Namely Telstra offering their content free to browse for their subscribers - which, whilst not ideal (reasonably priced datacaps would be the utopia - which allow users to use their mobile to access all content with no danger of bill shock) as well as the iPhone launching on July 11 and a stack of similar, multimedia devices entering the market in the next 6 months.
As an agency guy I have used mobile for about half a dozen campaigns this year and the results have been appealing. I liken it to the web 10 years ago - lots of users, minimal clutter, high response rates (all positives) but combined with carrier obstacles, slow connection speeds, inexperienced sales and no real standard o/s (all negatives). On a really positive side, clients are open and often proactive about the space and are willing to experiment on the medium ... this is great as it means ad dollars will arrive, and these ad dollars can fuel more refinement and innovation and investment.
I'm no mobile expert, but I do have an understanding of wider media, especially digital ... and I don't believe the device is a specialty area.
So, what are 5 key areas that I think will be a focus
1. Opening up the mobile Internet
The net didn't really tip in terms of becoming a mainstream channel until connection speeds increased and users could access these speeds at a reasonable price. Right now this isn't the case with the mobile Internet. Secondly, the concept of a walled garden Internet seems ludicrous (imagine iinet subscribers only being able to access iinet content with their connection, and if they wanted to look at myspace or facebook or espn they'd incur extra charges) ... however this is how the mobile Internet is forming. It needs to open up and the carriers need to focus on being carriers and not content providers.
2. Understanding the device is a utility
I really hope that the mobile Internet isn't sold as a spots and dots display medium. yes, this plays a part ... but the real value for brands is getting into the branded utility/content space - becoming the media. Given the space is such a blank canvas now, there is room for brands to develop wap sites/apps etc that offer real value to people. Cue cliche on moving from interuption to immersion.
3. Location based services
Imagine something like yelp.com ... but on mobile ... that utilised location based services. It would be cool if you'd just seen a movie at the Kino, and a service could recommend you bars/places to eat nearby that were rated by a community you respect. The dominant voice when talking about location based services has been around ad spam - not utility - this needs to change
4. Maintaining web like functionality and feel on mobile web
How can we replicate or adapt the current web experience to the mobile? How can we make a site like afl.com.au as strong as an off deck wap site? Ditto for Hotmail etc. Google has done a great job with this already - maps, gtalk and gmail are pretty slick web apps. For mobile web to work the experience the user gets when they visit site x can't be a z-grade version of the web version.
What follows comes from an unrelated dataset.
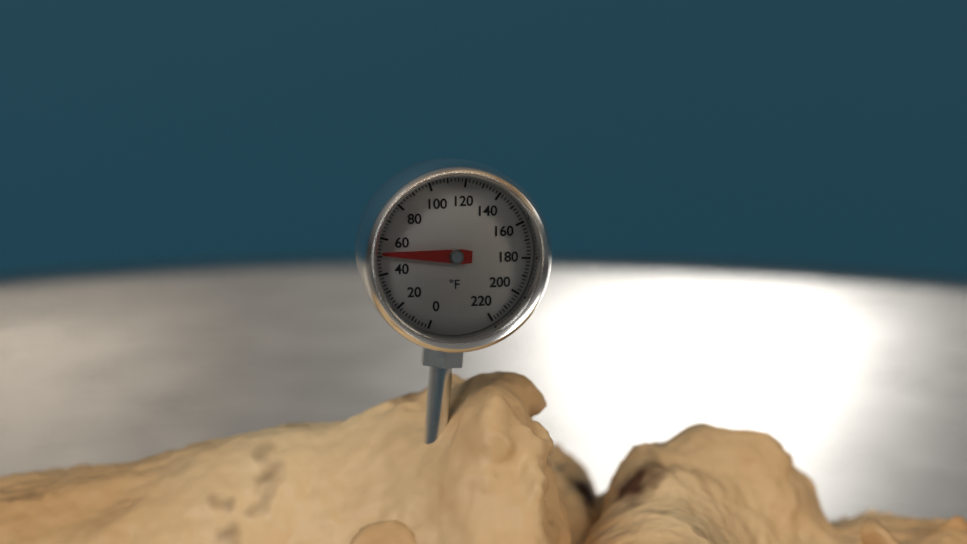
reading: 52 °F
5. Filtering through the mess
There are already 1865 apps that have been built by third parties for the iphone - http://www.apple.com/webapps/index_abc.html - and loads seem kinda irrelevant. Filtering through the mess of apps, widgets etc will be something users will have to endure - just like with Facebook and all those Slide and Rockyou useless widgets ... iPhoners will be bomarded with an equal amount of inane things to add. Advertisers need to make sure they are not just creating more junk, but creating something of use.
A few other areas worth mentioning is the mobile as a DR channel - I believe it has great strength in this area in numerous ways. Add CRM to this as well - which some companies are already using in a limited capacity.